FREEDOM AND SAFETY

 

Some of us Millennials graduated from college around 2008, we would enter a job market fundamentally different from all previous generations. Why young adults are still waiting to grow up? With high youth unemployment in many parts of the world and even surprisingly high unemployment, poor job quality and part-time work for many in Western countries, Millennials don't take anything for granted. 

 

Waithood, is not just a MENA (Middle East & North Africa) & Indian problem, I argue, it's something that touches hundreds of millions of Millennials everywhere. As the price of housing and the cost of living goes up, and as the quality of jobs deteriorates, it's Millennials who are especially feeling the crunch.

 

So it's no great wonder, young men and women are getting married and having children later and later, we simply can't afford it. This gives rise to fertility issues, more people staying single and never marrying and the later onset of career stability (if such a thing exists anymore). 

 

We used to think of those stuck in Waithood, as some dysfunctional minority, but what if we realized it's a significant part of an entire generation! The economic crunch also explains why Millennials are reputed to value things like travel, leisure, entertainment, developing meaningful hobbies and the quest for freedom at the expense of more traditional values. We have to do these things, to stay sane in an increasingly dysfunctional society. We are literally forced to migrate to places where the grass is greener. 

 

Millennials are the most educated generation in history and yet by the age of 30, when we are supposed to have enough stability to settle down, many of us are just getting started in the real world. Here's why: 

Workless generation

Workers under 24 seeking jobs (%)

  • Greece58%
  • Spain57%
  • South Africa53%
  • Egypt39%
  • Italy39%
  • UK20%

World Bank

 

The problem is not just the lack of jobs, the endless cycle of internships, it's the lack of quality jobs without benefits. It's the lifestyle of taking part-time jobs just to make ends meet. It's about millions of men, not being able to provide for a family, and independent women not able to find men with their levels of education & ambition. It's about having bosses that aren't able to keep up with the pace of change and quitting companies who don't believe in innovation or collaborative work environments. 

 

This results in a lot of young people having to move back home multiple times and depend more on family for support: 

 

In Italty: 

  • "Bamboccioni" ("big dummy boys") - describes Italian men in their 20s and 30s who still live with their parents. 

In the UK: 

  • The "yo-yo generation" of young people in the UK that move back home after university.

In West Africa: 

  • In West Africa, "youthmen" are young men who haven't yet attained adulthood in society's eyes. 

In Japan and the US: 

Meanwhile, "freeters" in Japan and "slackers" in the US describe a legion of young people unable or unwilling to get a "proper" job.

 

So next time you think of Millennials as cyber-addicts who have no sense of responsibility, drive and who have a sense of privilege, remember the world we are faced with and the adaptation we have needed to make in order to survive. We look at Baby-boomers as a generation who had it easy at work, where a bit of ambition actually went a long way. 

 

The reality for us Millennials on the lower half of the spectrum is actually the following: 

  • Many of us won't own our own houses. 
  • Many of us won't have children for economic reasons. 
  • Many of us won't be able to plan for retirement properly or save up anything for our old age. (we recognize old age pensions may no longer exist at that time)
  • Many of us won't get married or will get married later in life (after 40). 
  • Many of us will change jobs, have trouble finding jobs, and change careers 10 times or more. 
  • Many of us will experience a life of continual transition, and will not experience the nuclear family stability of 2 full-time parents who work with 2.5 kids. 

 

The experience of "Waithood", is a whole new stage of life, an abyss between college and our professional lives, where some of us will squander (or innovate) the best years of our life or choose to become entrepreneurs instead and work in startups, to work to create a world that contributes to a post-capitalistic world. For most of us in Waithood, the social consequencesare quite dire. 

 

In some cultures, this means Millennial aren't even considered adults or have the potential to find a partner and lead what was once considered a "normal" life. This isn't a lifestyle choice, this is a reflection of the economies we live in, the hyper-educated societies we compete in and changing values in a hyper-corporate civilization where the ideal of equal opportunity & meritocracy is dead. A world, where the middle class is not what it once was, while the gap between the top 1% and the bottom 80% continues to grow every year. Millennials live in a time when institutionalized inequality is normal and when new techno-castes will be born. 

 

Millennials basically have grown up in a world where capitalism is showing signs of failing and have gotten the short-end of the stick, just like their children will get the short end of the stick environmentally, with rising temperatures leading to more migrants and more crisis among the world's poor.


- **How to complete this task**
Take the data that follows and return it exactly.

- **Data items**
BEGIN

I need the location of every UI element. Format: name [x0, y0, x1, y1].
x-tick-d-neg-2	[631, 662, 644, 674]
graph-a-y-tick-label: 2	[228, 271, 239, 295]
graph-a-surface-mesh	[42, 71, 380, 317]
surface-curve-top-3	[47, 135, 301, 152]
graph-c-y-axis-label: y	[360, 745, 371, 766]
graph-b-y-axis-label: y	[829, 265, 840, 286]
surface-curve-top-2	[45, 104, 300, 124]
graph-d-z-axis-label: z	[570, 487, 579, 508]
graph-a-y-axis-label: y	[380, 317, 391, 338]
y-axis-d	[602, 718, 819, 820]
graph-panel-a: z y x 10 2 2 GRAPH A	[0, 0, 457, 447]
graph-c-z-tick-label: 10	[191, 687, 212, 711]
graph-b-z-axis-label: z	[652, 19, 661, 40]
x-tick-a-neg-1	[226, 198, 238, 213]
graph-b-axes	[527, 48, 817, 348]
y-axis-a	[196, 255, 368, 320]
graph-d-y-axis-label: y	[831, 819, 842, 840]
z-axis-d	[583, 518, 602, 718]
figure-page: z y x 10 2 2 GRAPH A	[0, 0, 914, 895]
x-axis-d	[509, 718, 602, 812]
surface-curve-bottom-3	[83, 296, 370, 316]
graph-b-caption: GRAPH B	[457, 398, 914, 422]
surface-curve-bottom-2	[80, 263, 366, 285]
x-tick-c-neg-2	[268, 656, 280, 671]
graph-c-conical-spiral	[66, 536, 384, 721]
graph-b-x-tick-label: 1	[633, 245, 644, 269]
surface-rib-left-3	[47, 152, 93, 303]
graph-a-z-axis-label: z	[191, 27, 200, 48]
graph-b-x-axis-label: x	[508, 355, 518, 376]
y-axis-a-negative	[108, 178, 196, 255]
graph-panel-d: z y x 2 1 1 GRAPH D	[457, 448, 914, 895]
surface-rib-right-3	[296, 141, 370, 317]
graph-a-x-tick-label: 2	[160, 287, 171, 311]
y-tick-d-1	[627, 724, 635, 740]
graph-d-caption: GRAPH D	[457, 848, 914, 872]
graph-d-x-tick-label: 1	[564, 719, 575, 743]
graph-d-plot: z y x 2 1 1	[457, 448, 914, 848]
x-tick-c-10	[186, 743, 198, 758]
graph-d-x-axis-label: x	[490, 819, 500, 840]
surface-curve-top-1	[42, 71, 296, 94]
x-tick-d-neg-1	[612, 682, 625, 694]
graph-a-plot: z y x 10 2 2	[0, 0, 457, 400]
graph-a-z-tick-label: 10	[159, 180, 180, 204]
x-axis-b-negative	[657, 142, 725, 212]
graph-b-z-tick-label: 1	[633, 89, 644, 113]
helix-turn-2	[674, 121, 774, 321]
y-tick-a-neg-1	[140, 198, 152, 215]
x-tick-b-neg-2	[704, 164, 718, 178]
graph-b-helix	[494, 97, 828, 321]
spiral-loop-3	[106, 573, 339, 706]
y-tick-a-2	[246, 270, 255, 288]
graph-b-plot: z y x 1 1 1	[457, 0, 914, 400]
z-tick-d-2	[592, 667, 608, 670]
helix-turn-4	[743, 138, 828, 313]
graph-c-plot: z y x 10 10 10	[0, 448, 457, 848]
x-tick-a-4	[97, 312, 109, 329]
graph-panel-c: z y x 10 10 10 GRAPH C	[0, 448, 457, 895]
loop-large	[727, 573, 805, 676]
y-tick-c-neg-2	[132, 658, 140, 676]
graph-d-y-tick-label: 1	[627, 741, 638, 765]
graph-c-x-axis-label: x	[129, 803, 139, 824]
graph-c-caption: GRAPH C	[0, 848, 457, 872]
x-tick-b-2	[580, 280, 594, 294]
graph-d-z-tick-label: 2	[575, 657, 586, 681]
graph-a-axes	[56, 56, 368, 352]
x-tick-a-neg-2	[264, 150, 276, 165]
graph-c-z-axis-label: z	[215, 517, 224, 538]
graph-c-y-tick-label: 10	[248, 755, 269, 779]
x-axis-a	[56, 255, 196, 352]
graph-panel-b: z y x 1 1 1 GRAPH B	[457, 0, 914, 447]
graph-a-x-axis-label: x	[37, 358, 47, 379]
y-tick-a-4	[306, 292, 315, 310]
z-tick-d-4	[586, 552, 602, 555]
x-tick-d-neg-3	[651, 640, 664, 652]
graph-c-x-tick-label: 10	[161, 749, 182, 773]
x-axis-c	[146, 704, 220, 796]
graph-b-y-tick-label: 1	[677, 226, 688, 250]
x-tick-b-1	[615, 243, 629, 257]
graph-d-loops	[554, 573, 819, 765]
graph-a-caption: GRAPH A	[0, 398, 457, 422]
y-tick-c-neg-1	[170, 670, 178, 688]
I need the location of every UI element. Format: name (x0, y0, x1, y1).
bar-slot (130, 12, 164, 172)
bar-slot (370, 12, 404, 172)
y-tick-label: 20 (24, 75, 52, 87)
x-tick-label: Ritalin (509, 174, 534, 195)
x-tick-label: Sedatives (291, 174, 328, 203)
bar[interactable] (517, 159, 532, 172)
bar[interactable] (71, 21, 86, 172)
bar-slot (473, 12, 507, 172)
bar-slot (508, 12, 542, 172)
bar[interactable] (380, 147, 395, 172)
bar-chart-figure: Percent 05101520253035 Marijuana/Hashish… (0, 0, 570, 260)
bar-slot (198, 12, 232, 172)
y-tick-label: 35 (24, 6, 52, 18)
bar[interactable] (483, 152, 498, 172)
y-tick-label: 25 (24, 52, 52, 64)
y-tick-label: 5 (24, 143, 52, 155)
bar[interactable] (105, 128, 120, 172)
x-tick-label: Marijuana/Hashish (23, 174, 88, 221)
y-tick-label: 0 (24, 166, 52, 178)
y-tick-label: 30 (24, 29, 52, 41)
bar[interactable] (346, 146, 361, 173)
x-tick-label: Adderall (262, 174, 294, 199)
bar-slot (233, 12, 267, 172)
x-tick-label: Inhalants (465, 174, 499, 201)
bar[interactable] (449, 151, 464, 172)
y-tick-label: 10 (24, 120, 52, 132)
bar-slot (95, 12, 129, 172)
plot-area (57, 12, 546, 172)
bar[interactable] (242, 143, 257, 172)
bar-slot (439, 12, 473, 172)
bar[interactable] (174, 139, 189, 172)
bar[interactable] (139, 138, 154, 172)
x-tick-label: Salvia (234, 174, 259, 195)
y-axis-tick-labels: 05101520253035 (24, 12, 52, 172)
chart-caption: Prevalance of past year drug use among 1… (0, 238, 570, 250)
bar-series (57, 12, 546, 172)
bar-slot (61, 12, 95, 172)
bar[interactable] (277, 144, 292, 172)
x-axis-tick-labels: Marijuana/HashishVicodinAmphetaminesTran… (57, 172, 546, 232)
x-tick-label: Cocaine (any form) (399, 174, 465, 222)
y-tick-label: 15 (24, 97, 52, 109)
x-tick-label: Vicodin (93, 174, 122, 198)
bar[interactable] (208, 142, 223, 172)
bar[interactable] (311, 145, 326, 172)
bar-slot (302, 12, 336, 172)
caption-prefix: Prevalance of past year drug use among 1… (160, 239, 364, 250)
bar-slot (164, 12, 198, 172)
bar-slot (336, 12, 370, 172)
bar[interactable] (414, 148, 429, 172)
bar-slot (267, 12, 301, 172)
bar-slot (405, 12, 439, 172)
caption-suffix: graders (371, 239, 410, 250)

END

- **Task answer**
I need the location of every UI element. Format: name [x0, y0, x1, y1].
x-tick-d-neg-2	[631, 662, 644, 674]
graph-a-y-tick-label: 2	[228, 271, 239, 295]
graph-a-surface-mesh	[42, 71, 380, 317]
surface-curve-top-3	[47, 135, 301, 152]
graph-c-y-axis-label: y	[360, 745, 371, 766]
graph-b-y-axis-label: y	[829, 265, 840, 286]
surface-curve-top-2	[45, 104, 300, 124]
graph-d-z-axis-label: z	[570, 487, 579, 508]
graph-a-y-axis-label: y	[380, 317, 391, 338]
y-axis-d	[602, 718, 819, 820]
graph-panel-a: z y x 10 2 2 GRAPH A	[0, 0, 457, 447]
graph-c-z-tick-label: 10	[191, 687, 212, 711]
graph-b-z-axis-label: z	[652, 19, 661, 40]
x-tick-a-neg-1	[226, 198, 238, 213]
graph-b-axes	[527, 48, 817, 348]
y-axis-a	[196, 255, 368, 320]
graph-d-y-axis-label: y	[831, 819, 842, 840]
z-axis-d	[583, 518, 602, 718]
figure-page: z y x 10 2 2 GRAPH A	[0, 0, 914, 895]
x-axis-d	[509, 718, 602, 812]
surface-curve-bottom-3	[83, 296, 370, 316]
graph-b-caption: GRAPH B	[457, 398, 914, 422]
surface-curve-bottom-2	[80, 263, 366, 285]
x-tick-c-neg-2	[268, 656, 280, 671]
graph-c-conical-spiral	[66, 536, 384, 721]
graph-b-x-tick-label: 1	[633, 245, 644, 269]
surface-rib-left-3	[47, 152, 93, 303]
graph-a-z-axis-label: z	[191, 27, 200, 48]
graph-b-x-axis-label: x	[508, 355, 518, 376]
y-axis-a-negative	[108, 178, 196, 255]
graph-panel-d: z y x 2 1 1 GRAPH D	[457, 448, 914, 895]
surface-rib-right-3	[296, 141, 370, 317]
graph-a-x-tick-label: 2	[160, 287, 171, 311]
y-tick-d-1	[627, 724, 635, 740]
graph-d-caption: GRAPH D	[457, 848, 914, 872]
graph-d-x-tick-label: 1	[564, 719, 575, 743]
graph-d-plot: z y x 2 1 1	[457, 448, 914, 848]
x-tick-c-10	[186, 743, 198, 758]
graph-d-x-axis-label: x	[490, 819, 500, 840]
surface-curve-top-1	[42, 71, 296, 94]
x-tick-d-neg-1	[612, 682, 625, 694]
graph-a-plot: z y x 10 2 2	[0, 0, 457, 400]
graph-a-z-tick-label: 10	[159, 180, 180, 204]
x-axis-b-negative	[657, 142, 725, 212]
graph-b-z-tick-label: 1	[633, 89, 644, 113]
helix-turn-2	[674, 121, 774, 321]
y-tick-a-neg-1	[140, 198, 152, 215]
x-tick-b-neg-2	[704, 164, 718, 178]
graph-b-helix	[494, 97, 828, 321]
spiral-loop-3	[106, 573, 339, 706]
y-tick-a-2	[246, 270, 255, 288]
graph-b-plot: z y x 1 1 1	[457, 0, 914, 400]
z-tick-d-2	[592, 667, 608, 670]
helix-turn-4	[743, 138, 828, 313]
graph-c-plot: z y x 10 10 10	[0, 448, 457, 848]
x-tick-a-4	[97, 312, 109, 329]
graph-panel-c: z y x 10 10 10 GRAPH C	[0, 448, 457, 895]
loop-large	[727, 573, 805, 676]
y-tick-c-neg-2	[132, 658, 140, 676]
graph-d-y-tick-label: 1	[627, 741, 638, 765]
graph-c-x-axis-label: x	[129, 803, 139, 824]
graph-c-caption: GRAPH C	[0, 848, 457, 872]
x-tick-b-2	[580, 280, 594, 294]
graph-d-z-tick-label: 2	[575, 657, 586, 681]
graph-a-axes	[56, 56, 368, 352]
x-tick-a-neg-2	[264, 150, 276, 165]
graph-c-z-axis-label: z	[215, 517, 224, 538]
graph-c-y-tick-label: 10	[248, 755, 269, 779]
x-axis-a	[56, 255, 196, 352]
graph-panel-b: z y x 1 1 1 GRAPH B	[457, 0, 914, 447]
graph-a-x-axis-label: x	[37, 358, 47, 379]
y-tick-a-4	[306, 292, 315, 310]
z-tick-d-4	[586, 552, 602, 555]
x-tick-d-neg-3	[651, 640, 664, 652]
graph-c-x-tick-label: 10	[161, 749, 182, 773]
x-axis-c	[146, 704, 220, 796]
graph-b-y-tick-label: 1	[677, 226, 688, 250]
x-tick-b-1	[615, 243, 629, 257]
graph-d-loops	[554, 573, 819, 765]
graph-a-caption: GRAPH A	[0, 398, 457, 422]
y-tick-c-neg-1	[170, 670, 178, 688]
I need the location of every UI element. Format: name (x0, y0, x1, y1).
bar-slot (130, 12, 164, 172)
bar-slot (370, 12, 404, 172)
y-tick-label: 20 (24, 75, 52, 87)
x-tick-label: Ritalin (509, 174, 534, 195)
x-tick-label: Sedatives (291, 174, 328, 203)
bar[interactable] (517, 159, 532, 172)
bar[interactable] (71, 21, 86, 172)
bar-slot (473, 12, 507, 172)
bar-slot (508, 12, 542, 172)
bar[interactable] (380, 147, 395, 172)
bar-chart-figure: Percent 05101520253035 Marijuana/Hashish… (0, 0, 570, 260)
bar-slot (198, 12, 232, 172)
y-tick-label: 35 (24, 6, 52, 18)
bar[interactable] (483, 152, 498, 172)
y-tick-label: 25 (24, 52, 52, 64)
y-tick-label: 5 (24, 143, 52, 155)
bar[interactable] (105, 128, 120, 172)
x-tick-label: Marijuana/Hashish (23, 174, 88, 221)
y-tick-label: 0 (24, 166, 52, 178)
y-tick-label: 30 (24, 29, 52, 41)
bar[interactable] (346, 146, 361, 173)
x-tick-label: Adderall (262, 174, 294, 199)
bar-slot (233, 12, 267, 172)
x-tick-label: Inhalants (465, 174, 499, 201)
bar[interactable] (449, 151, 464, 172)
y-tick-label: 10 (24, 120, 52, 132)
bar-slot (95, 12, 129, 172)
plot-area (57, 12, 546, 172)
bar[interactable] (242, 143, 257, 172)
bar-slot (439, 12, 473, 172)
bar[interactable] (174, 139, 189, 172)
bar[interactable] (139, 138, 154, 172)
x-tick-label: Salvia (234, 174, 259, 195)
y-axis-tick-labels: 05101520253035 (24, 12, 52, 172)
chart-caption: Prevalance of past year drug use among 1… (0, 238, 570, 250)
bar-series (57, 12, 546, 172)
bar-slot (61, 12, 95, 172)
bar[interactable] (277, 144, 292, 172)
x-axis-tick-labels: Marijuana/HashishVicodinAmphetaminesTran… (57, 172, 546, 232)
x-tick-label: Cocaine (any form) (399, 174, 465, 222)
y-tick-label: 15 (24, 97, 52, 109)
x-tick-label: Vicodin (93, 174, 122, 198)
bar[interactable] (208, 142, 223, 172)
bar[interactable] (311, 145, 326, 172)
bar-slot (302, 12, 336, 172)
caption-prefix: Prevalance of past year drug use among 1… (160, 239, 364, 250)
bar-slot (164, 12, 198, 172)
bar-slot (336, 12, 370, 172)
bar[interactable] (414, 148, 429, 172)
bar-slot (267, 12, 301, 172)
bar-slot (405, 12, 439, 172)
caption-suffix: graders (371, 239, 410, 250)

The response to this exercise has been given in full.